Aurora considering closing or repurposing schools in north part of district

Empty desks and posters promoting social distancing at Lincoln Elementary in Dolton, Illinois, on Feb. 28, 2021.
The Aurora school district has 10 schools that are below 65% capacity. (Sebastián Hidalgo for Chalkbeat)

The Aurora school district may close more schools this year, turning its focus to its northern section, as ongoing enrollment declines leave more schools well below capacity.

The district hasn’t decided how many or which schools will close this time. Last year the board decided to close two schools and phase out two more, among other changes. On Tuesday night, Aurora’s superintendent told the school board that planners next will target two regions on opposite sides of the district with different enrollment trends. 

Schools will likely close or could be consolidated in Region 1 in the northern part of the district. That area, including schools near the Anschutz Medical Campus, has experienced rapid enrollment decline. It covers an area where poverty affects a majority of students. Several schools have more than 90% of their students qualifying for subsidized lunches.

Region 5, which includes the southern part of Buckley Space Force Base and formerly empty areas to the east of E-470, is seeing rapid housing development, which will require new schools.

Schools that may be considered for repurposing or closing are Crawford, Paris, and Park Lane elementary schools and North Middle School. 

All were already listed on the district’s 2019 list as candidates for closure or repurposing.

Superintendent Rico Munn emphasized the district has not made final decisions yet.

“This is directional not decisional,” Munn said Tuesday. “We’re trying to be transparent in our thinking, in our work.”

Besides school closure, repurposing may mean reconfiguring the grade levels of a school, or turning it into a magnet program focused on the specializations identified in each region.

Updated enrollment numbers, also presented Tuesday, show that enrollment this year declined again from pre-pandemic years, but not by as much as expected. 

Still, Munn said, the district now has 10 schools below 65% capacity, compared with two a few years ago. 

Park Lane Elementary, with about 230 students, uses the smallest portion of its building, occupying just 49% of capacity.

Last year, as part of the same long-term facilities plan called Blueprint APS, the school board approved plans to close schools, turn others into magnet programs, and temporarily use some buildings for other purposes in Regions 2, 3, and 6. Plans are still being rolled out.

For instance, the district is designing a new arts-focused magnet campus to open at Peoria and Aurora Central next year. Lynn Knoll Elementary was closed, but is being demolished and rebuilt and will reopen in 2023 as a K-8. 

Now the district is planning to conduct a facility analysis for the regions it’s targeting next, and will re-engage previous regional community groups to craft recommendations. 

In Region 5, rather than looking at schools to repurpose, the district will try to identify where it might build a new school and is asking the community about priorities for a new building.

School board members asked about plans to engage the community. Board members have often cited concerns that people are not aware of district plans. 

Munn described various tactics the district is using to engage the community, including reaching out directly to influencers in the district’s large refugee community. He also said that outreach will continue to be a challenge.

“The process has been going on long enough where people are not necessarily always plugged in, and there is also enough transition in the district from students and also families and staff that they’re not aware of some of the work that has happened in the past,” Munn said.

He plans to present recommendations to the school board in January, meaning new school board members elected in November will face the vote on school closures in their first months in the role.

A screen shot from Aurora’s presentation Tuesday shows the schools in each region and their current capacity.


DESCRIPTION OF THE TASK: Among the entries below, how many lines include the string "selection"? Answer with only the number.
-- PROVIDED INFORMATION follows --
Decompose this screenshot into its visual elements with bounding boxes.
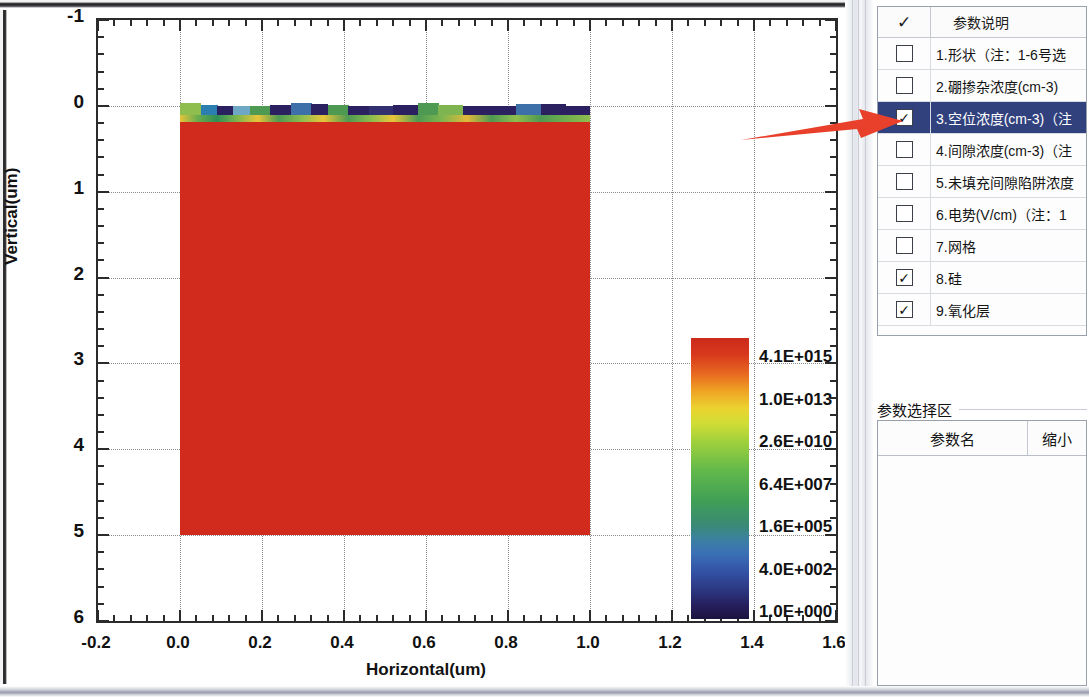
y-tick-minor: [830, 36, 836, 38]
x-tick-minor: [359, 20, 361, 26]
y-tick-minor: [98, 36, 104, 38]
parameter-row[interactable]: 1.形状（注：1-6号选: [878, 38, 1086, 70]
x-tick-minor: [523, 20, 525, 26]
parameter-checkbox-cell[interactable]: [878, 198, 931, 229]
y-tick-minor: [98, 465, 104, 467]
checkbox-unchecked-icon[interactable]: [896, 77, 913, 94]
x-tick-minor: [622, 615, 624, 621]
y-tick-minor: [830, 242, 836, 244]
checkbox-checked-icon[interactable]: ✓: [896, 301, 913, 318]
parameter-checkbox-cell[interactable]: ✓: [878, 262, 931, 293]
x-tick-minor: [687, 615, 689, 621]
parameter-row[interactable]: 2.硼掺杂浓度(cm-3): [878, 70, 1086, 102]
parameter-label: 2.硼掺杂浓度(cm-3): [931, 70, 1086, 101]
parameter-row[interactable]: 7.网格: [878, 230, 1086, 262]
parameter-label: 4.间隙浓度(cm-3)（注: [931, 134, 1086, 165]
colorbar-gradient: [691, 338, 749, 619]
x-tick-major: [671, 20, 673, 31]
y-tick-minor: [98, 259, 104, 261]
colorbar-tick-label: 6.4E+007: [759, 475, 832, 495]
x-tick-minor: [327, 20, 329, 26]
parameter-checkbox-cell[interactable]: ✓: [878, 294, 931, 325]
x-tick-minor: [556, 615, 558, 621]
y-tick-minor: [830, 139, 836, 141]
parameter-label: 1.形状（注：1-6号选: [931, 38, 1086, 69]
y-tick-minor: [830, 174, 836, 176]
x-tick-minor: [491, 615, 493, 621]
checkbox-unchecked-icon[interactable]: [896, 45, 913, 62]
x-tick-minor: [540, 615, 542, 621]
y-tick-major: [98, 105, 109, 107]
x-tick-label: 0.6: [389, 633, 459, 653]
y-tick-major: [98, 620, 109, 622]
y-tick-label: -1: [44, 5, 84, 27]
x-tick-minor: [802, 20, 804, 26]
parameter-row[interactable]: 5.未填充间隙陷阱浓度: [878, 166, 1086, 198]
checkbox-checked-icon[interactable]: ✓: [896, 269, 913, 286]
x-tick-minor: [294, 20, 296, 26]
y-tick-minor: [98, 242, 104, 244]
x-tick-minor: [720, 20, 722, 26]
x-tick-minor: [212, 615, 214, 621]
checkbox-checked-icon[interactable]: ✓: [896, 109, 913, 126]
parameter-grid-body: 1.形状（注：1-6号选2.硼掺杂浓度(cm-3)✓3.空位浓度(cm-3)（注…: [878, 38, 1086, 326]
x-tick-minor: [622, 20, 624, 26]
device-bulk-region: [180, 116, 590, 536]
parameter-row[interactable]: 6.电势(V/cm)（注：1: [878, 198, 1086, 230]
colorbar-tick-label: 4.1E+015: [759, 347, 832, 367]
parameter-label: 3.空位浓度(cm-3)（注: [931, 102, 1086, 133]
parameter-row[interactable]: ✓9.氧化层: [878, 294, 1086, 326]
gridline-vertical: [754, 20, 755, 621]
parameter-label: 9.氧化层: [931, 294, 1086, 325]
parameter-checkbox-cell[interactable]: [878, 166, 931, 197]
x-tick-minor: [737, 20, 739, 26]
parameter-label: 5.未填充间隙陷阱浓度: [931, 166, 1086, 197]
y-tick-label: 3: [44, 348, 84, 370]
checkbox-unchecked-icon[interactable]: [896, 173, 913, 190]
x-tick-minor: [441, 615, 443, 621]
parameter-checkbox-cell[interactable]: [878, 230, 931, 261]
y-tick-minor: [98, 431, 104, 433]
x-tick-major: [425, 20, 427, 31]
y-tick-major: [98, 448, 109, 450]
colorbar-tick-label: 1.0E+000: [759, 602, 832, 622]
x-tick-major: [753, 610, 755, 621]
checkbox-unchecked-icon[interactable]: [896, 205, 913, 222]
selection-header-name: 参数名: [878, 421, 1028, 455]
parameter-checkbox-cell[interactable]: ✓: [878, 102, 931, 133]
x-tick-major: [97, 20, 99, 31]
device-heatmap: [180, 102, 590, 536]
y-tick-minor: [830, 122, 836, 124]
x-tick-minor: [195, 615, 197, 621]
checkbox-unchecked-icon[interactable]: [896, 237, 913, 254]
parameter-checkbox-cell[interactable]: [878, 38, 931, 69]
y-tick-label: 0: [44, 91, 84, 113]
y-tick-minor: [830, 208, 836, 210]
x-tick-major: [589, 20, 591, 31]
colorbar-tick-label: 4.0E+002: [759, 560, 832, 580]
parameter-row[interactable]: ✓3.空位浓度(cm-3)（注: [878, 102, 1086, 134]
parameter-checkbox-cell[interactable]: [878, 134, 931, 165]
parameter-row[interactable]: ✓8.硅: [878, 262, 1086, 294]
x-tick-minor: [113, 20, 115, 26]
y-tick-minor: [98, 71, 104, 73]
selection-grid-header: 参数名 缩小: [878, 421, 1086, 456]
checkbox-unchecked-icon[interactable]: [896, 141, 913, 158]
gridline-vertical: [672, 20, 673, 621]
x-tick-major: [671, 610, 673, 621]
y-tick-major: [98, 277, 109, 279]
colorbar-tick-label: 2.6E+010: [759, 432, 832, 452]
y-tick-minor: [98, 483, 104, 485]
y-tick-major: [98, 19, 109, 21]
parameter-checkbox-cell[interactable]: [878, 70, 931, 101]
panel-splitter[interactable]: [845, 0, 873, 686]
x-tick-minor: [605, 20, 607, 26]
parameter-row[interactable]: 4.间隙浓度(cm-3)（注: [878, 134, 1086, 166]
x-tick-minor: [163, 615, 165, 621]
x-tick-minor: [212, 20, 214, 26]
x-tick-minor: [556, 20, 558, 26]
x-tick-minor: [638, 20, 640, 26]
header-check-column: ✓: [878, 7, 931, 37]
plot-frame: 4.1E+0151.0E+0132.6E+0106.4E+0071.6E+005…: [96, 18, 838, 623]
y-tick-minor: [830, 380, 836, 382]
-- PROVIDED INFORMATION concluded --
RESPONSE: 2